Presidents, Lawmakers, Civil Rights Workers, Family And Friends Gather To
Remember Coretta Scott King
An emotional farewell to Coretta Scott King took place Tuesday (Feb.
7) in Lithonia, Georgia. Four U.S. presidents, members of Congress and veterans
of the civil rights movement joined King’s four children and thousands of
mourners for the services at New Birth Missionary Baptist Church, where the
widow of Dr. Martin Luther King Jr. was remembered as a mother, wife and noble
force in working to make her husband’s dream a reality.
With President Bush sitting in the pulpit alongside former Presidents Bush,
Carter and Clinton, the funeral at times became political, as a number of
speakers took the opportunity to denounce the war in Iraq, the Bush
administration’s wire tapping program and its slow response to Hurricane
Katrina.
The Rev. Joseph Lowery, who co-founded the Southern Christian Leadership
Conference with Dr. King, got a raucous standing ovation when he said: "For war,
billions more, but no more for the poor" — quoting a line taken from a Stevie
Wonder song. Bush and his father could only shake their head during the
applause.
Atlanta Mayor Shirley Franklin — who spoke immediately after the president —
said Coretta Scott King spoke out against “the senselessness of war” with a
voice that was heard “from the tin-top roofs of Soweto to the bomb shelters of
Baghdad.”
Carter brought up the horrors of Hurricane Katrina, stating: “We only have to
recall the color of the faces of those in Louisiana, Alabama and Mississippi” to
know that inequality exists. He also noted that the Kings were at one time
“victims of secret government wiretapping” – referencing Bush's domestic spying
program.
Clinton, who received the loudest and longest ovation from the gatherers,
tried to remind folks that this day was not about politics. Pointing to King’s
coffin topped with flowers, he said: “I don’t want us to forget that there’s a
woman in there… A real woman who lived and breathed and got angry and got hurt
and had dreams and disappointments.”
Other speakers during the nearly six-hour service included Sen. Edward
Kennedy (D-Mass), Dorothy Height of the National Council of Negro Women, Rep
John Conyers (D-Mich) and poet Maya Angelou, who called Coretta Scott King "a
study in serenity" and challenged the audience to carry on the King message of
nonviolence. Stevie Wonder sang an emotional rendition of “Eye on the Sparrow.”
King’s youngest daughter Bernice - a minister at New Birth who was just 5 when
her father was assassinated - delivered the main eulogy.
"Thank you, mother, for your incredible example of Christ-like love and
obedience," she said calmly at the end of her fiery sermon.

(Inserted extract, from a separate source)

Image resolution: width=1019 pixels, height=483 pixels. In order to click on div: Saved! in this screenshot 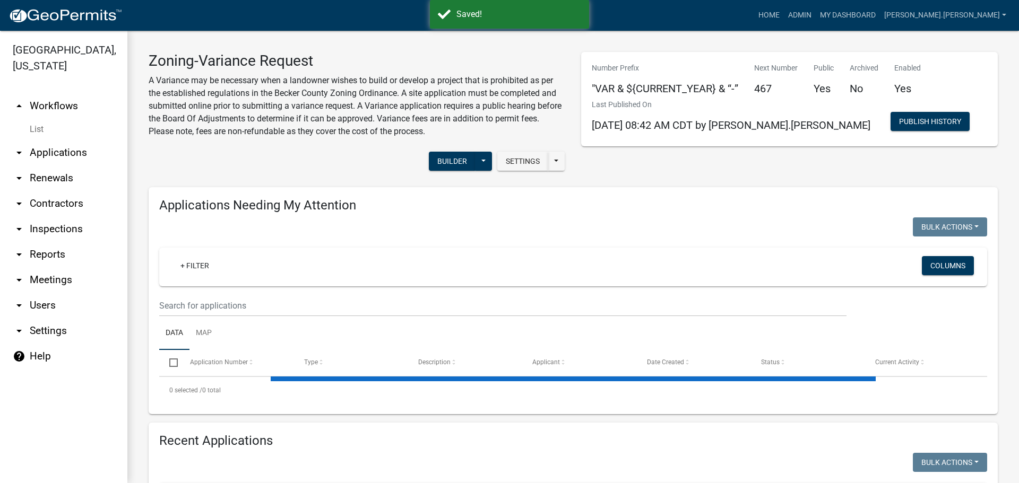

King’s incredibly beautiful and heart rending funeral program, which may be
viewed and
downloaded HERE, began with a quote from Dr. King about his wife. It
read: “I came to see the real meaning of that rather trite statement: ‘A wife
can either make or break a husband.’ Coretta proved to be that type of wife with
qualities to make a husband when he could’ve been so easily broken.”
As more than three dozen speakers took the podium to remember King, hundreds
of mourners stood outside the church, unable to get into the packed service.
Lines for the funeral began forming before 3 a.m.
King's body was to be placed in a crypt next to her husband's tomb at the
King Center, which she built to promote his legacy. The crypt is inscribed with
a passage from First Corinthians: "And now abide Faith, Hope, Love, These
Three; but the greatest of these is Love."